Question

I'm creating a WooCommerce theme from scratch, and I'd really like to change the HTML that wraps the default WooCommerce messages on the Cart and Checkout pages.

I am specifically talking about the default messages that appear in this element, when the cart is updated - or items are removed:

<div class="woocommerce-message" role="alert">
        Your cart has been updated / Product was removed. Undo? 
</div>

I have tried several things;

  1. I am overriding the default error.php, success.php and notice.php templates in the templates/notices folder. These, I concluded, were seemingly only used for some of these notifications. My errors use the error template just fine, for example.

  2. I tracked, what I thought was the culprit, down to the function woocommerce_output_all_notices in the wc-template-functions.php file. I was almost sure that this was it, since it was the only function that I could find, being called inside the wrapping container (The <div class="woocommerce-notices-wrapper"> element).

The function looks like this:

function woocommerce_output_all_notices() {
    echo '<div class="woocommerce-notices-wrapper">';
    wc_print_notices();
    echo '</div>';
}

It would be logical to think, that the markup is then coming from the wc_print_notices() function.

However, when I look at this function in wc-notice-functions.php... It uses the templates that I mentioned in #1.. ?

What am I doing wrong here? Does anyone have experience with properly altering the markup of these message?

Was it helpful?

Solution

After talking with some of the WooCommerce people on Slack, I realized that the problem here is probably this pattern, in frontend/cart.js - due to the fact, that my store uses the AJAX functionality that WooCommerce provides.

var show_notice = function( html_element, $target ) {
        if ( ! $target ) {
            $target = $( '.woocommerce-notices-wrapper:first' ) ||
                $( '.cart-empty' ).closest( '.woocommerce' ) ||
                $( '.woocommerce-cart-form' );
        }
        $target.prepend( html_element );

A default, new HTML element seems to be created and prepended to the wrapper when certain store states are met after an AJAX update.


**What the task requires**
Copies of all lines that contain "chip" are needed; take them from the data below.

**Dataset content**
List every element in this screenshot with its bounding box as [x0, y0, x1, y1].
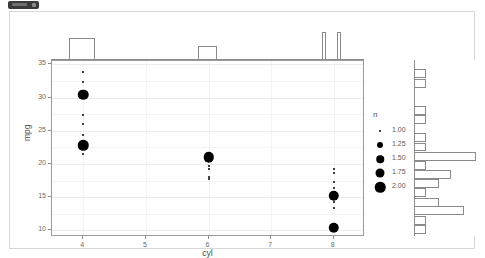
scatter-point: [333, 181, 335, 183]
window-chip[interactable]: [8, 1, 39, 9]
y-tick-mark: [48, 97, 51, 98]
legend-title: n: [373, 110, 418, 119]
gridline-horizontal-minor: [52, 147, 363, 148]
scatter-point: [82, 123, 84, 125]
legend-entry-label: 1.50: [392, 154, 406, 161]
legend-key-dot: [376, 169, 385, 178]
x-tick-mark: [82, 236, 83, 239]
x-tick-mark: [270, 236, 271, 239]
right-marginal-histogram: [414, 60, 476, 236]
right-histogram-bar: [414, 225, 426, 234]
x-tick-label: 8: [321, 241, 345, 248]
y-tick-label: 30: [25, 93, 46, 100]
y-tick-label: 15: [25, 192, 46, 199]
top-histogram-bar: [69, 38, 95, 60]
right-histogram-bar: [414, 206, 464, 215]
right-histogram-bar: [414, 198, 439, 207]
x-tick-label: 4: [70, 241, 94, 248]
top-histogram-bar: [198, 46, 217, 60]
scatter-plot-panel: [51, 60, 364, 236]
gridline-horizontal: [52, 197, 363, 198]
x-tick-mark: [208, 236, 209, 239]
x-tick-mark: [333, 236, 334, 239]
gridline-horizontal-minor: [52, 214, 363, 215]
legend-entry[interactable]: 1.25: [372, 138, 418, 152]
x-axis-title: cyl: [51, 248, 364, 258]
scatter-point: [78, 90, 89, 101]
right-histogram-bar: [414, 152, 476, 161]
scatter-point: [82, 71, 84, 73]
right-histogram-bar: [414, 170, 451, 179]
gridline-horizontal: [52, 98, 363, 99]
top-histogram-bar: [337, 32, 341, 60]
legend-entries: 1.001.251.501.752.00: [372, 124, 418, 194]
legend-entry-label: 2.00: [392, 182, 406, 189]
x-tick-label: 5: [133, 241, 157, 248]
legend-key-dot: [377, 142, 383, 148]
scatter-point: [208, 168, 210, 170]
scatter-point: [82, 153, 84, 155]
legend-entry-label: 1.00: [392, 126, 406, 133]
legend-key-dot: [379, 130, 381, 132]
legend-key-dot: [376, 155, 384, 163]
top-histogram-bar: [322, 32, 326, 60]
legend-entry[interactable]: 2.00: [372, 180, 418, 194]
y-tick-mark: [48, 130, 51, 131]
right-histogram-bar: [414, 216, 426, 225]
scatter-point: [333, 172, 335, 174]
scatter-point: [333, 207, 335, 209]
figure-container: 101520253035 45678 mpg cyl n 1.001.251.5…: [9, 11, 475, 249]
y-tick-label: 35: [25, 59, 46, 66]
y-tick-mark: [48, 196, 51, 197]
right-histogram-bar: [414, 79, 426, 88]
scatter-point: [208, 178, 210, 180]
scatter-point: [78, 140, 89, 151]
gridline-horizontal: [52, 230, 363, 231]
legend-key-dot: [375, 182, 386, 193]
gridline-horizontal: [52, 131, 363, 132]
chip-inner-bar: [12, 3, 27, 6]
y-tick-label: 20: [25, 159, 46, 166]
legend-entry-label: 1.25: [392, 140, 406, 147]
x-tick-mark: [145, 236, 146, 239]
scatter-point: [333, 187, 335, 189]
scatter-point: [333, 168, 335, 170]
chip-dot-icon: [32, 3, 36, 7]
scatter-point: [82, 81, 84, 83]
legend-entry[interactable]: 1.00: [372, 124, 418, 138]
scatter-point: [328, 222, 339, 233]
scatter-point: [333, 201, 335, 203]
top-marginal-histogram: [51, 30, 364, 60]
scatter-point: [82, 134, 84, 136]
y-axis-title: mpg: [22, 124, 32, 141]
legend-entry-label: 1.75: [392, 168, 406, 175]
gridline-horizontal-minor: [52, 114, 363, 115]
x-tick-label: 6: [196, 241, 220, 248]
y-tick-label: 10: [25, 225, 46, 232]
scatter-point: [328, 191, 339, 202]
y-tick-mark: [48, 163, 51, 164]
gridline-horizontal: [52, 64, 363, 65]
right-histogram-bar: [414, 69, 426, 78]
gridline-horizontal-minor: [52, 181, 363, 182]
legend-entry[interactable]: 1.50: [372, 152, 418, 166]
scatter-point: [82, 114, 84, 116]
scatter-point: [203, 152, 214, 163]
scatter-point: [208, 165, 210, 167]
y-tick-mark: [48, 229, 51, 230]
gridline-horizontal-minor: [52, 81, 363, 82]
y-tick-mark: [48, 63, 51, 64]
legend: n 1.001.251.501.752.00: [372, 110, 418, 194]
x-tick-label: 7: [258, 241, 282, 248]
legend-entry[interactable]: 1.75: [372, 166, 418, 180]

**Expected answer**
window-chip[interactable]: [8, 1, 39, 9]
chip-inner-bar: [12, 3, 27, 6]
chip-dot-icon: [32, 3, 36, 7]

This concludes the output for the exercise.